Builders often join the chorus of small business owners complaining that government regulations stunt their willingness or ability to create jobs. These same builders, then, are likely to be watching closely how the Obama administration responds to an open letter it received on Nov. 1 from Small Businesses for Sensible Regulations, a project of the Nashville-based National Federation of Independent Business, urging reforms that would ease the regulatory process for smaller companies.
NFIB has 350,000 members, and as of Friday morning 968 of those members had signed up to support the sensible regulations coalition, according to the trade group’s website, which allows users to sign and email a personalized message to the president, vice president, and their congressional representatives.
The project, in essence, reiterates familiar themes that the business community has been harping on for years:
•Give small businesses more of a voice in the regulatory process.
•Before assessing penalties, give small businesses more help to comply with new regulations.
•Subject new regulations to “rigorous” cost-benefit analyses before enacting them.
•Base all new regulations on “objective data and hard science.”
•Require that the regulatory process have more transparency and accountability.
“We view this letter as a guidepost,” Kevan Chapman, an NFIB spokesman, tells Builder. As the presidential election year approaches, the group “is trying to ratchet up the pressure and make [regulatory reform] a bigger deal.” While he concedes the administration has already delayed or rolled back some rules, “there’s tons of room for improvement.”

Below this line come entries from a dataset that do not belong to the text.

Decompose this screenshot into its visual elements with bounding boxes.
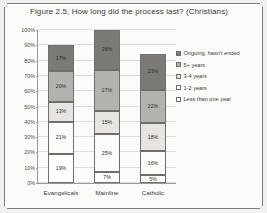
y-axis-tick-label: 80% xyxy=(24,58,35,64)
y-axis-tick-mark xyxy=(36,76,38,77)
y-axis-tick-mark xyxy=(36,61,38,62)
bar-segment-value-label: 16% xyxy=(148,161,158,166)
bar-segment[interactable]: 20% xyxy=(48,71,74,102)
legend-item[interactable]: 1-2 years xyxy=(176,85,258,91)
bar-segment-value-label: 13% xyxy=(56,109,66,114)
bar-segment-value-label: 19% xyxy=(56,166,66,171)
y-axis-tick-label: 0% xyxy=(27,180,35,186)
bar-segment[interactable]: 22% xyxy=(140,90,166,124)
page-corner-top-left xyxy=(0,0,7,7)
bar-segment-value-label: 18% xyxy=(148,135,158,140)
legend-swatch-icon xyxy=(176,97,181,102)
bar-segment[interactable]: 15% xyxy=(94,111,120,134)
bar-segment[interactable]: 23% xyxy=(140,54,166,89)
y-axis-tick-label: 20% xyxy=(24,149,35,155)
bar-segment-value-label: 7% xyxy=(103,175,111,180)
y-axis-tick-label: 90% xyxy=(24,42,35,48)
y-axis-tick-mark xyxy=(36,30,38,31)
plot-area: 0%10%20%30%40%50%60%70%80%90%100%19%21%1… xyxy=(37,30,176,184)
page-corner-bottom-left xyxy=(0,206,7,213)
chart-title: Figure 2.5, How long did the process las… xyxy=(10,7,248,16)
y-axis-tick-mark xyxy=(36,168,38,169)
legend-item-label: 5+ years xyxy=(184,62,206,68)
y-axis-tick-label: 30% xyxy=(24,134,35,140)
y-axis-tick-label: 100% xyxy=(21,27,35,33)
legend-item[interactable]: Ongoing, hasn't ended xyxy=(176,50,258,56)
bar-segment[interactable]: 19% xyxy=(48,154,74,183)
y-axis-tick-mark xyxy=(36,183,38,184)
bar-evangelicals[interactable]: 19%21%13%20%17%Evangelicals xyxy=(48,30,74,183)
bar-mainline[interactable]: 7%25%15%27%26%Mainline xyxy=(94,30,120,183)
bar-segment-value-label: 15% xyxy=(102,120,112,125)
bar-segment-value-label: 25% xyxy=(102,151,112,156)
y-axis-tick-label: 70% xyxy=(24,73,35,79)
legend-swatch-icon xyxy=(176,74,181,79)
y-axis-tick-mark xyxy=(36,91,38,92)
bar-segment-value-label: 21% xyxy=(56,135,66,140)
chart-legend: Ongoing, hasn't ended5+ years3-4 years1-… xyxy=(176,50,258,108)
y-axis-tick-label: 40% xyxy=(24,119,35,125)
bar-segment-value-label: 27% xyxy=(102,88,112,93)
page-corner-top-right xyxy=(260,0,267,7)
y-axis-tick-label: 10% xyxy=(24,165,35,171)
bar-segment-value-label: 26% xyxy=(102,47,112,52)
legend-item-label: Less than one year xyxy=(184,96,232,102)
y-axis-tick-mark xyxy=(36,107,38,108)
y-axis-tick-mark xyxy=(36,122,38,123)
bar-segment-value-label: 20% xyxy=(56,84,66,89)
y-axis-tick-label: 60% xyxy=(24,88,35,94)
bar-segment[interactable]: 5% xyxy=(140,175,166,183)
legend-item[interactable]: Less than one year xyxy=(176,96,258,102)
y-axis-tick-label: 50% xyxy=(24,104,35,110)
bar-segment[interactable]: 13% xyxy=(48,102,74,122)
bar-segment[interactable]: 26% xyxy=(94,30,120,70)
legend-item-label: Ongoing, hasn't ended xyxy=(184,50,240,56)
y-axis-tick-mark xyxy=(36,137,38,138)
bar-segment-value-label: 5% xyxy=(149,177,157,182)
y-axis-tick-mark xyxy=(36,152,38,153)
bar-catholic[interactable]: 5%16%18%22%23%Catholic xyxy=(140,30,166,183)
legend-swatch-icon xyxy=(176,85,181,90)
page-corner-bottom-right xyxy=(260,206,267,213)
bar-segment[interactable]: 21% xyxy=(48,122,74,154)
x-axis-category-label: Catholic xyxy=(126,189,180,196)
legend-swatch-icon xyxy=(176,51,181,56)
legend-item-label: 3-4 years xyxy=(184,73,207,79)
chart-screenshot: Figure 2.5, How long did the process las… xyxy=(0,0,267,213)
bar-segment[interactable]: 27% xyxy=(94,70,120,111)
legend-item[interactable]: 5+ years xyxy=(176,62,258,68)
bar-segment[interactable]: 16% xyxy=(140,151,166,175)
bar-segment-value-label: 17% xyxy=(56,56,66,61)
bar-segment-value-label: 23% xyxy=(148,69,158,74)
bar-segment[interactable]: 7% xyxy=(94,172,120,183)
y-axis-tick-mark xyxy=(36,45,38,46)
legend-swatch-icon xyxy=(176,62,181,67)
bar-segment[interactable]: 25% xyxy=(94,134,120,172)
bar-segment[interactable]: 17% xyxy=(48,45,74,71)
bar-segment[interactable]: 18% xyxy=(140,123,166,151)
legend-item[interactable]: 3-4 years xyxy=(176,73,258,79)
bar-segment-value-label: 22% xyxy=(148,104,158,109)
legend-item-label: 1-2 years xyxy=(184,85,207,91)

Chapman is quick to note that NFIB is not advocating rollbacks in “major” environmental protection for public health and safety, unlike some Republican presidential hopefuls who are calling for a neutering of the U.S. Environmental Protection Agency. However, Chapman claims that agencies like EPA and the Occupational Safety and Health Administration “tend to act quickly on their own” without what NFIB considers to be adequate assessment of how rules being imposed affect businesses.
He says a prime example of this is EPA’s National Ambient Air Quality Standard for ozone, which includes rules for significantly reducing sulphur and nitrogen oxide pollutants across state borders, mercury pollutants from power plants, and carbon pollutants from cars and trucks. In July, EPA had proposed a timeline for implementation of final standards under which the states, by December 2013, would file State Implementation Plans that would outline how the states would reduce pollution to meet the new standards. The states would have been required to meet the new primary standard under deadlines that began in 2014 and ended in 2031.
However, under pressure from business groups and Republicans, The White House in September suddenly instructed EPA to kill its draft for the new ozone standard. Obama said at the time that his decision was in line of his efforts to reduce regulatory burdens on business. The EPA plans to propose revisions to its rule by 2013.
Chapman says the coalition wants to see more such rules subjected to scrutiny by the Small Business Administration under the Regulatory Flexibility Act of 1980, which gives SBA the authority to weigh in forcefully on the impact of new regulations on businesses. Chapman implies this act isn’t effective enough because “there’s no enforcement, accountability, or oversight” of government agencies.
The “transparency” that NFIB’s project calls for, explains Chapman, boils down to “the justification and the thought process behind some of these regulations, and why they are being created.”
John Caulfield is senior editor for Builder magazine.